Last August, Ashley and I got married in São Miguel, one of the volcanic islands in the Azores, also her family's home. I had first visited a little more than two years before our wedding and immediately knew why she loved it there. In the end, it was the wedding we'd dreamed of, made possible by two years of disciplined saving: a joint account, a weekly contribution, and a shared goal.
During our engagement, I heard a podcast host mention that he'd started saving for his wedding before he even met his wife. He knew he wanted something special someday, so he started early. That stuck with me. The financial pain of two years of saving would have felt like almost nothing if it was spaced out over ten years.
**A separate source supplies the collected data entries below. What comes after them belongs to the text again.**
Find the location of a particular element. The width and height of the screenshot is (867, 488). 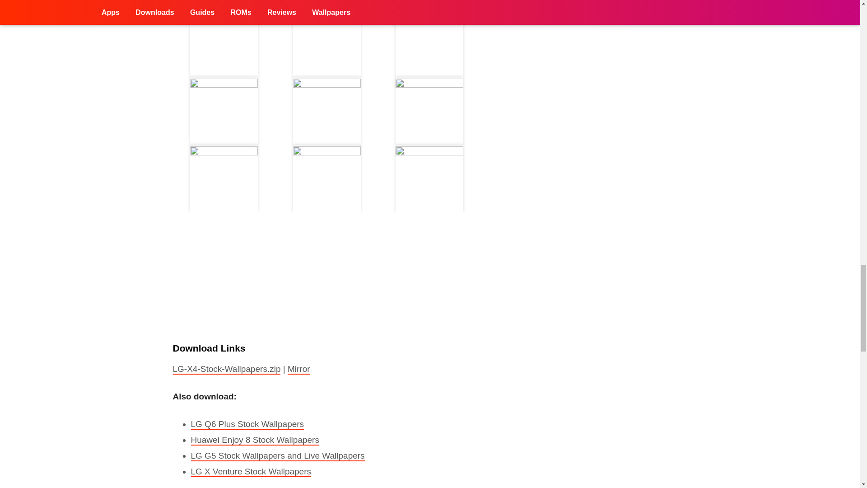

LG X Venture Stock Wallpapers is located at coordinates (250, 471).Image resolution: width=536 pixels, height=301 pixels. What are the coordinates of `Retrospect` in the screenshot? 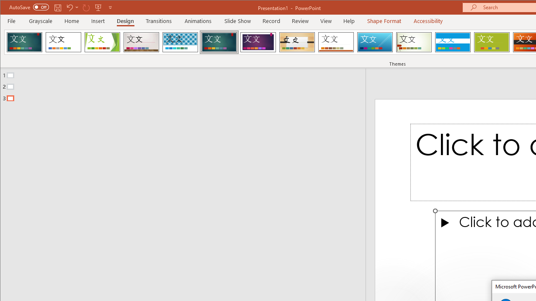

Ashley and I took that concept for things we knew were going to happen in the future. We now have separate savings accounts for things we know we’ll need or for things that haven't happened yet; daycare, a car, a house, future vacations, and even Christmas gifts. No kids yet, but we want them and know there is going to be a financial cost for daycare. The concept is simple but powerful: if you can anticipate a future expense, start making weekly deposits now. A little discomfort today prevents a crisis tomorrow.
Here's where your health comes in — because it works exactly the same way.
Your body runs on the same math as your bank account.
Every workout, every good night of sleep, every healthy meal is a deposit. Skip enough of them and you're not just stagnant, you're overdrawn. What makes this exciting, though, is that health compounds just like money does. Someone who has been moving consistently for 20 years doesn't just have a stronger body. They have better balance, bone density, coordination, and resilience that can't be built overnight. The returns stack quietly in the background while you're living your life and one day you look up and realize you're wealthy in a way that no one can take from you. You have your health.
Neglect compounds too, though. Years of inactivity, chronic stress, and poor sleep don't just pause your progress, they actively work against you. The longer you wait to open the account, the harder it is to catch up. But just like it’s never too late to save for retirement, it’s never too late to save for your health.
So what does a weekly deposit actually look like?
It doesn't have to be dramatic. It might be two strength sessions a week. A daily walk. Getting to bed on time more nights than not. The specific investment matters less than the consistency. You're not trying to get rich quick, you're trying to build something that lasts decades.
And like any long-term savings plan, life will interrupt you. Injuries happen, seasons get busy, kids arrive and turn everything upside down. Missing a week doesn't drain the account. What matters is that you come back, keep the account open, and keep making deposits. Sometimes, we end up incurring large expenses, like Scouts (our dog) recent dental surgery. I didn’t turn off my 401k investment, I just temporarily reduced contributions (honestly, I should have a separate Scout account!). Same thing with health, don’t stop, just reduce your time contribution to match your situation.
Ask yourself what you actually want your life to look like at 70 or 80. Do you want to dance at your child's wedding? Get up and down off the floor with your grandkids? Take an active trip somewhere that requires real physical capability?
Those moments aren't free. They have a price, and it's paid in weekly installments, starting now.
Your future self is counting on the deposits you make today. Don't make them wait.